Digital Continent Feast of Sts. Peter and Paul 2016 | Page 71

64 investiture as a means to appoint those who paid for their ecclesiastic offices. During the papal synod of 1073, before Hildebrand became pope, a handful of the king’s counsellors were excommunicated as those responsible for such simoniacal practices. Henry’s later letter gave the new pope no cause for concern and instead fueled his optimism about carrying out reform. However, the king’s amicable tone was inspired by the threat of the Saxon rebellion and inaugurated a pattern of behavior whereby he would avoid crises by means of supplication.136 The pope was eager to mend any possible rift between the monarchy and the Church early during his pontificate and did not, at that time, blame the king for the strain. However, Henry’s contact with his excommunicated advisers were a thorn in the side of the pope. In his letters to the king he continued to refer to Henry in complimentary fashion as the future Holy Roman Emperor and remained optimistic. By the following spring, Henry’s excommunicated advisers had been absolved and the hopeful Gregory VII recognized the tradition of the German monarchy to invest the bishops with their dioceses but proceeded with caution concerning consecrations.137 It was the royal investiture of several northern Italian bishops that set off the almost immediate struggle between king and pope and questioned the nature of a proper relationships between secular and priestly power. Henry insisted upon his traditional right to appoint the archbishop of Milan and also appointed men who were strangers to the pope as prelates to the 136 Robinson, The Papacy: 1073-1198, 399-400. 137 Blumenthal, The Investiture Controversy, 114.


• [Task item] Every entry below should be reproduced exactly, with all pictures left out.

Figure content listings:
=-=-=

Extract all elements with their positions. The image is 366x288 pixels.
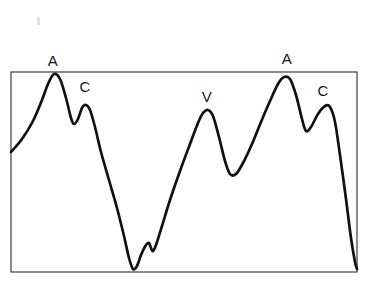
jugular-venous-pressure-trace (11, 74, 357, 270)
label-c-wave-2: C (317, 83, 328, 98)
label-v-wave-1: V (202, 89, 212, 104)
plot-frame (11, 72, 357, 272)
waveform-figure: A C V A C (0, 0, 366, 288)
waveform-plot (0, 0, 366, 288)
label-a-wave-1: A (48, 53, 58, 68)
label-a-wave-2: A (282, 51, 292, 66)
label-c-wave-1: C (79, 79, 90, 94)
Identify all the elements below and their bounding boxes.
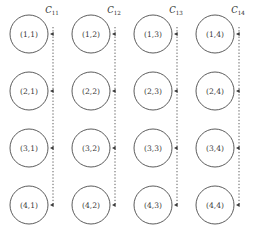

=-=-=

• [Output of the task]
Extract all elements with their positions. The image is 366x288 pixels.
jugular-venous-pressure-trace (11, 74, 357, 270)
label-c-wave-2: C (317, 83, 328, 98)
label-v-wave-1: V (202, 89, 212, 104)
plot-frame (11, 72, 357, 272)
waveform-figure: A C V A C (0, 0, 366, 288)
waveform-plot (0, 0, 366, 288)
label-a-wave-1: A (48, 53, 58, 68)
label-a-wave-2: A (282, 51, 292, 66)
label-c-wave-1: C (79, 79, 90, 94)
Identify all the elements below and their bounding boxes.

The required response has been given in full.